The Romney campaign had been banking on the closed nature of the GOP’s primary in Florida, open only to registered Republicans. In automated “robo-calls” to voters on the eve of the primary here, the Romney camp labeled McCain a friend and ally of Sen. Ted Kennedy and even a friend of the Clintons.

A pragmatic vote

Yet many Republicans cast a pragmatic ballot, voting for the one they view as best-suited to win in November.

“I will vote for someone who I truly believe can beat Hillary Clinton,” said a woman offering only her first name, Joan, while voting in Orlando. “I do not want to see the Clintons back in the White House. I think, probably, McCain is the one to beat Clinton.”

While Florida’s contest was a closed party affair, McCain’s victories in states where independents can vote in the primaries delivered a message to Republicans here that McCain may be a winner.

“In a state where 1 in 5 voters are independent, this may have turned them in his favor,” said Susan MacManus, a political scientist at the University of South Florida. “People who have said he is not a Republican purist say, ‘Well, he can appeal to independents.'”

Romney had attempted to capitalize on concern about the economy in Florida, which has borne a large share of the nation’s housing crisis. He questioned McCain’s credentials, citing his rival’s own words about having limited economic knowledge.

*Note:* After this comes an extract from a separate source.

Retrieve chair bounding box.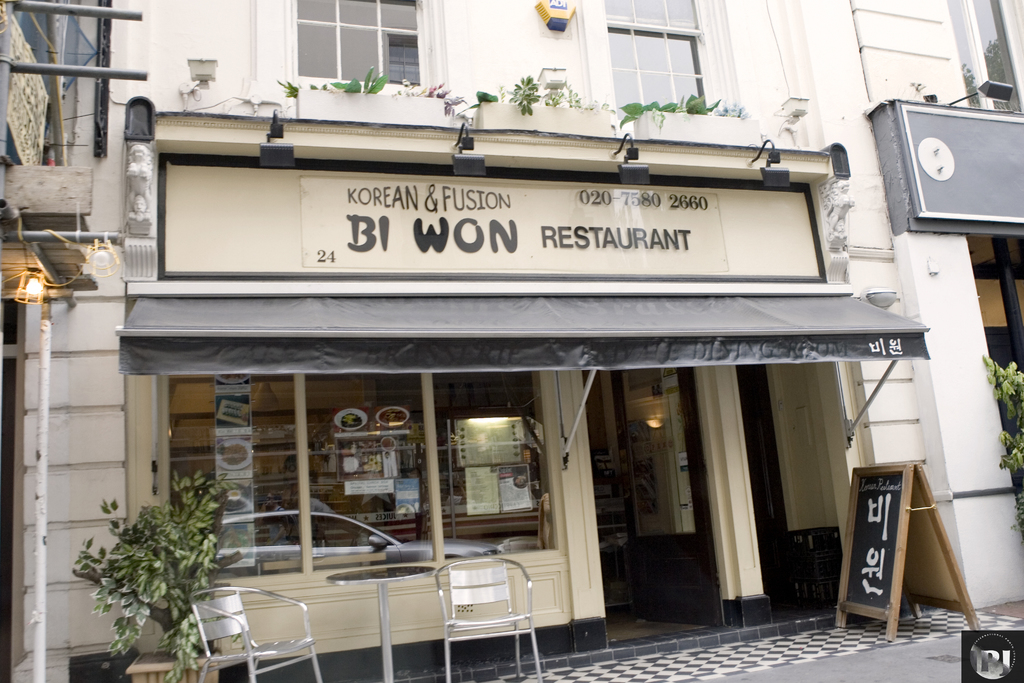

Nearly half the Republicans who voted — 47 percent — told pollsters in an exit-survey conducted by The Associated Press that the economy was their top concern. Fewer — 19 percent — said terrorism. And just 13 percent cited the war in Iraq.

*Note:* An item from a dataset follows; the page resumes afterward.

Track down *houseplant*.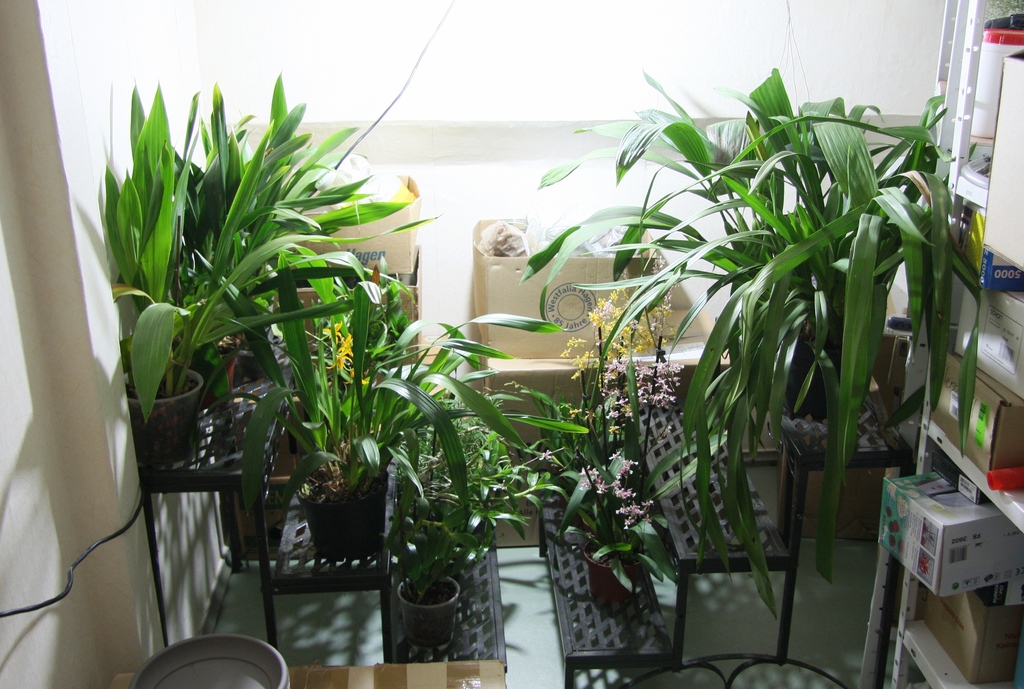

The Florida contest essentially had become a two-man race between McCain and Romney as Giuliani saw his support evaporate.

Former Arkansas Gov. Mike Huckabee lost his momentum, too, after losing to McCain in South Carolina and having little money for advertising. He ran no TV ads in this state of 11 distinct media markets where TV advertising is crucial.

McCain touts security

While Romney and McCain sparred over the economy, McCain, a former prisoner of war in North Vietnam, maintained his national security credentials would serve him well.

“Even if the economy is the quote ‘No. 1 issue,’ the real issue will remain America’s security,” McCain told reporters aboard his campaign bus in Tampa on Monday.

Romney, who had the support and formidable Florida organization of former Gov. Jeb Bush’s chief political strategists, had vastly outspent McCain for Florida.

Romney had an 8-1 advantage on television advertising here, according to Nielsen, having run 4,475 ads compared to 470 for McCain up until the week before the primary. But McCain officials insisted they matched Romney in the final week.

Florida, experts note, will quickly be followed by nearly two dozen primaries on Feb. 5 that could seal the party’s deal with McCain.

“Super Tuesday is going to be the first day where you are going to have to spread resources around several states,” Hill, the Texas consultant, said. Florida “will have a tremendous impact. … It could make a difference in the minds of a lot of financiers in helping to decide how to raise the loot it is going to take on Super Tuesday.”

– – –

Florida GOP primary

36%

John McCain

A key win. Will conservatives now embrace him?

31%

Mitt Romney

He has the money to compete hard through Super Tuesday.

15%

Rudy Giuliani

Is that all there is? Without a doubt, the “wait until Florida” strategy was a disaster.

13%

Mike Huckabee

His showing was perhaps just strong enough to deny Romney a win.

3%

Ron Paul

The campaign is now only a cause

– – –

Debate Wednesday

A Republican presidential candidates debate will be broadcast on CNN from 7 p.m. to 9 p.m. Wednesday from the Reagan Presidential Library in Simi Valley, Calif.